From the beginning, the UN showed a lack of authority, as the murder of UN mediator Count Bernadotte by fanatic Zionist Jews in Palestine demonstrated. Yet despite the Cold War and the various regional wars which it spawned, another world war has not occurred. Battered and bruised, the UN still exists, with various successful (and not so successful) peacekeeping missions around the world. In the words of Dag Hammarskjöld, ‘the United Nations was not created in order to bring us to heaven, but in order to save us from hell.’

That the UN structure no longer reflects reality in terms of the distribution of power globally can hardly be open to doubt. The Secretariat and the annual General assembly are based in New York, when US power is on the wane. Perhaps they should be in Switzerland, given its neutrality, and the fact that, unlike the US, Switzerland has not flaunted international law and the UN itself (along with the UK) so brazenly, for example in the bombing of Belgrade and the destruction of Iraq, to name but some obvious examples. Currently, we are also witnessing the absurdity of the Ukraine calling for the expulsion of Russia from the Security Council, and even from the UN as a whole.

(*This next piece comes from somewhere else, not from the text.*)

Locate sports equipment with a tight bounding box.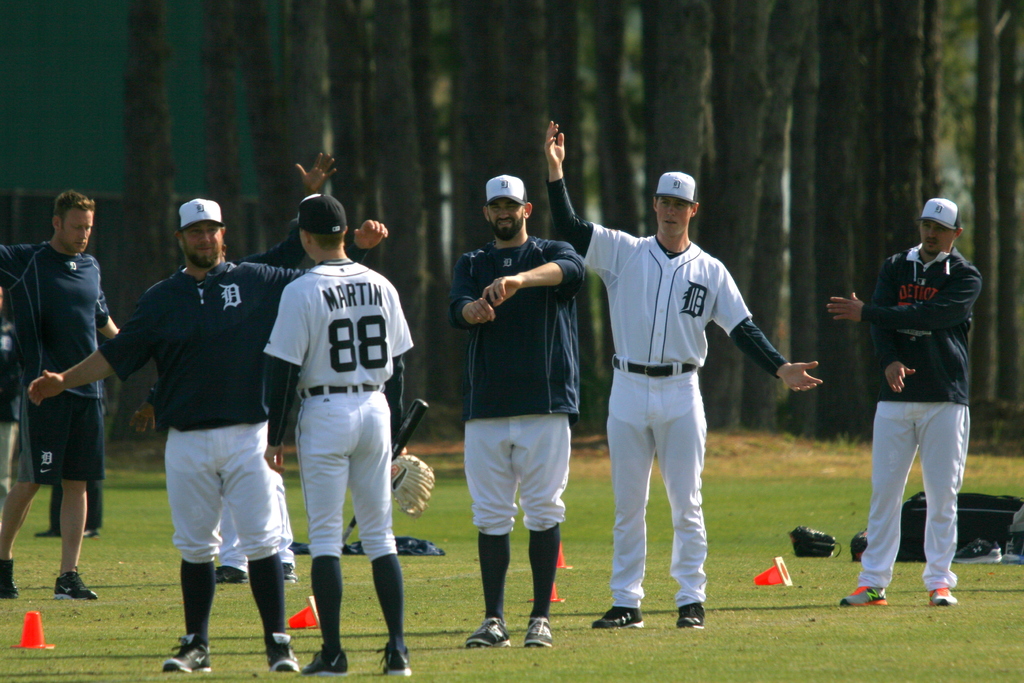
x1=386 y1=452 x2=435 y2=524.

Yet who is aware that St. Augustine, Thomas of Aquinas and Vitoria all recognised annexation as compensation in a justified war?2 And Russia could easily justify its annexation of parts of former Russia that passed from Russia only briefly to the Ukraine, and where the Russian inhabitants were then attacked by the Kiev government? In any case, any serious criticism of Russia should be weighed against American (and British) illegality.

But to return to our main theme that the UN structure no longer reflects reality, this explains why NATO is trying to take over as world policeman, often ignoring the UN and international law. It explains why the world is creeping towards world war, nuclear into the bargain. In 1962, it was the UN’s U Thant who helped to avoid war between the US and USSR. Now this is no longer possible, essentially because of the lack of balance. Why, for example, is the world’s fifth largest economy, seventh in terms of size and largest country by population, namely nuclear-armed India, not a permanent member of the Security Council? Britain and France can hardly compare.

In short, a more democratic structure is necessary to stave off world war. Trying to rebuild it on the basis of unipolarity will only make matters worse. Unipolarity is dead in all but name, as developments are showing. For example, Syria has now been brought back into the Arab League, to America’s fury. BRICS and other organisations are increasing their weight. The dollar is no longer used by all and sundry. The world’s largest powers, India, China and Russia, are more than a counterweight to America’s dying hegemony.

If the US and its useful idiot, the UK, persist with attempted reforms based on non-existent hegemony, such as opening a ‘NATO office’ in Japan, this will be a recipe for a world war. Better multi-polar and democratic reform, to reflect reality. But it will take some serious statesmen to achieve a new balance. Do we have them?